Indian home loans use reducing-balance interest. The formula is EMI = P × r × (1+r)^n / ((1+r)^n − 1), where P is principal, r is the monthly rate (annual ÷ 12 ÷ 100), and n is tenure in months. For a ₹30 lakh loan at 8.5% for 20 years, that works out to ₹26,035 per month.
What is the current home loan interest rate in India?
As of 2026-04-01, home loan rates in India range from 8.4% to 8.85% depending on the bank, your credit score, and whether you opt for a fixed or floating rate. SBI, HDFC, and ICICI are the most competitive for salaried borrowers with a CIBIL score above 750. Source: Bank published MCLR + spread, aggregated.

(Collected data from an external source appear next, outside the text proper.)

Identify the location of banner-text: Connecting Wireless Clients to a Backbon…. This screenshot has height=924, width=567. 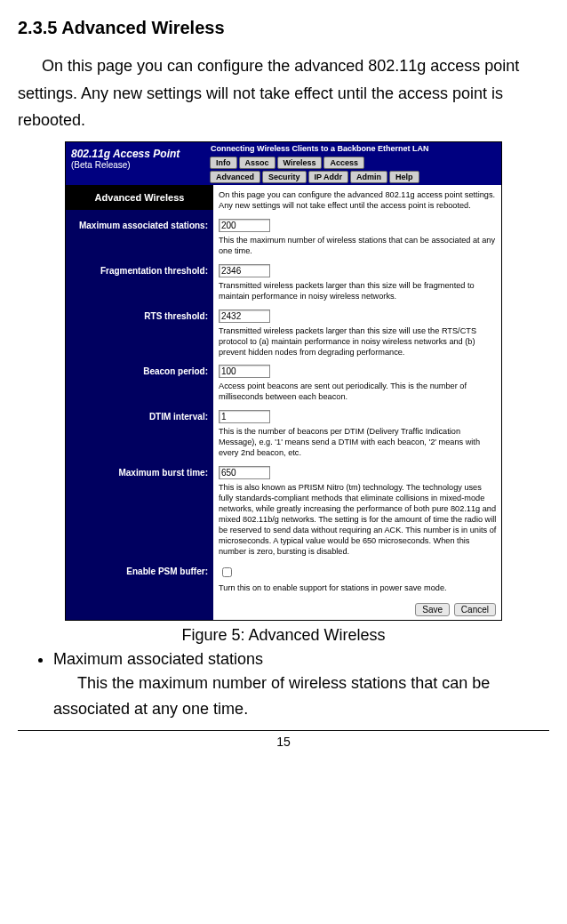
(354, 149).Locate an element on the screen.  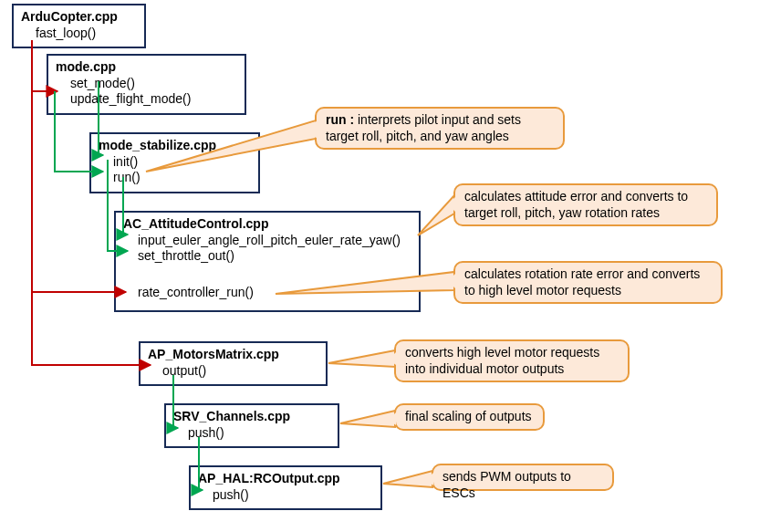
box-ac-attitude: AC_AttitudeControl.cpp input_euler_angle… is located at coordinates (267, 261).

Is it better to take a home loan for 20 years or 30 years?
A shorter tenure means a higher EMI but much less total interest paid. For example, a ₹50 lakh loan at 8.5% costs ₹43.4 lakh in interest over 20 years vs ₹76.8 lakh over 30 years — a saving of ₹33 lakh. If your monthly cash flow allows it, 15-20 years is almost always the financially optimal choice. Use this calculator to compare both scenarios.
Does this EMI calculator include processing fees?
No. This calculator shows the pure EMI and interest math. Processing fees (typically 0.25-1% of the loan amount), stamp duty, and insurance are one-time costs that add to your total acquisition cost but do not change your monthly EMI. Ask your lender for the Annual Percentage Rate (APR) to see the true all-in cost.
Can I prepay my home loan and reduce EMI?
Yes, for floating-rate loans Indian banks cannot charge prepayment penalties under RBI guidelines. You have two options when you prepay: reduce the EMI (keep tenure the same) or reduce the tenure (keep EMI the same). Reducing tenure saves more interest. Use our prepayment calculator to see the exact savings for your situation.
What happens if I miss an EMI payment?
Missing an EMI results in a late payment fee (typically ₹500-2,000), a penal interest charge (2-3% per month on the overdue amount), and a negative mark on your CIBIL score that can drop it by 50-100 points. Three consecutive missed EMIs classify the loan as an NPA, which has severe long-term credit consequences.